The only other customer was an elderly, toothless man who, after sucking noisily at a forkful of mince to extract the flavour, removed the resulting pulp from his mouth with his thumb and forefinger and laid it on the side of his plate. It was only when he looked up from his gummy exertions that Monica realised she must have been staring, and looked down at her lap, hoping the revulsion hadn’t shown too much on her face.
She had to go through with it. The more she’d thought about it, the more obvious it was. People like her shouldn’t have children, because they were abnormal and would pass on their defects. Everyone knew that: it was how you ended up with cripples and kids with awful diseases who died young. Imbeciles, too. It would be as bad as if someone with venereal disease had a child. Auntie Doris had explained about that when one of their neighbours’ sons turned
out to be mentally defective: the mother had told her that her husband had caught something when he was serving overseas and passed it on to her so that she, in turn, had given it to the baby.
She’d never be able to explain any of that to Dad, of course. He might, in time, come to terms with what she’d done even though it was against the law and dangerous, but never with the other thing. That was why she hadn’t asked Raymond about the special clinic. Dad, she was positive, would talk to him, and it was much better that Raymond knew nothing of her plans. Dad was a dab hand at getting information out of people, and Raymond, she felt sure, would be no exception.

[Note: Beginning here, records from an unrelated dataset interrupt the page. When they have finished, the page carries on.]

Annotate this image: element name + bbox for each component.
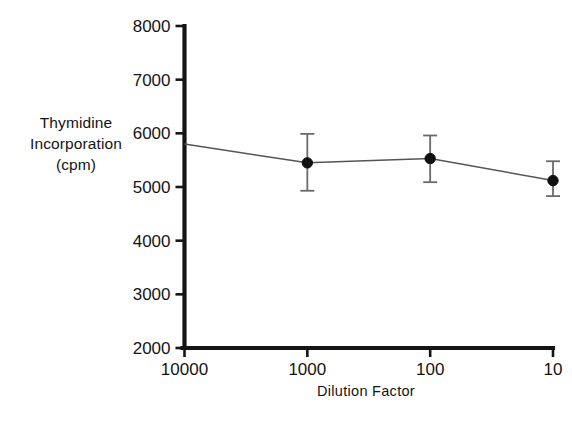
y-axis-title-line-1: Thymidine: [6, 112, 146, 133]
x-tick-label: 1000: [288, 360, 326, 379]
y-axis-title-line-3: (cpm): [6, 154, 146, 175]
data-point-marker: [302, 158, 312, 168]
axes-layer: [183, 26, 554, 348]
x-tick-label: 10: [544, 360, 563, 379]
data-point-marker: [425, 153, 435, 163]
x-tick-label: 100: [416, 360, 444, 379]
y-tick-label: 4000: [133, 232, 171, 251]
y-tick-label: 2000: [133, 339, 171, 358]
y-tick-label: 3000: [133, 285, 171, 304]
x-tick-label: 10000: [161, 360, 208, 379]
plot-area: 8000700060005000400030002000100001000100…: [0, 0, 572, 421]
data-line: [185, 144, 554, 180]
y-tick-label: 7000: [133, 71, 171, 90]
y-tick-label: 8000: [133, 17, 171, 36]
y-axis-title-line-2: Incorporation: [6, 133, 146, 154]
y-tick-label: 5000: [133, 178, 171, 197]
y-axis-title: Thymidine Incorporation (cpm): [6, 112, 146, 175]
data-point-marker: [548, 175, 558, 185]
x-axis-title: Dilution Factor: [246, 383, 486, 399]
series-layer: [185, 134, 561, 196]
chart-figure: Thymidine Incorporation (cpm) Dilution F…: [0, 0, 572, 421]
ticks-layer: 8000700060005000400030002000100001000100…: [133, 17, 563, 379]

Instead, she’d confessed to Anne. She hadn’t wanted to, but a whispered confidence about an actress who’d found herself in trouble had persuaded her that her friend did know something of such matters, and there was nowhere else to turn. Initially, Anne had thought she was joking, and it had taken most of the day to convince her, but she’d managed it without revealing that Raymond was the father, inventing a local boy instead. Now, she had a name and address in her pocket, along with every bit of the money she’d managed to save since she started working. All she needed to do was to walk round the corner and knock on the door …
Chapter Sixty-Three
Stratton was so completely revolted by the old woman and her insinuations that Diana had turned into some sort of prostitute that it was only after striding down the road in disgust that he stopped to consider what she’d actually said. No money, or if she did I never got the smell of it. The Carletons must have been badly off, and something had evidently happened to him. Had he deserted her? If she’d had any money, she’d have paid the rent herself, he was sure of it. Perhaps she’d had to borrow from a friend, and that was what had planted the idea about men and visitors in the old besom’s mind. Surely, with no money, she’d have gone to stay with friends or relatives … in which case, she’d be impossible to find, at least at short notice. That was the obvious thing to do if one were thrown out with nowhere to go. But just in case, he’d try the women’s hostel near Victoria Station. He couldn’t believe he’d actually find her there – but then, he reasoned, he’d never have believed she’d have ended up in such ramshackle lodgings, either. It just went to show … what did it go to show? That one ought to expect the worst in any situation? No, he told himself firmly. Monica will be fine. I shall find her, and everything will be all right, somehow.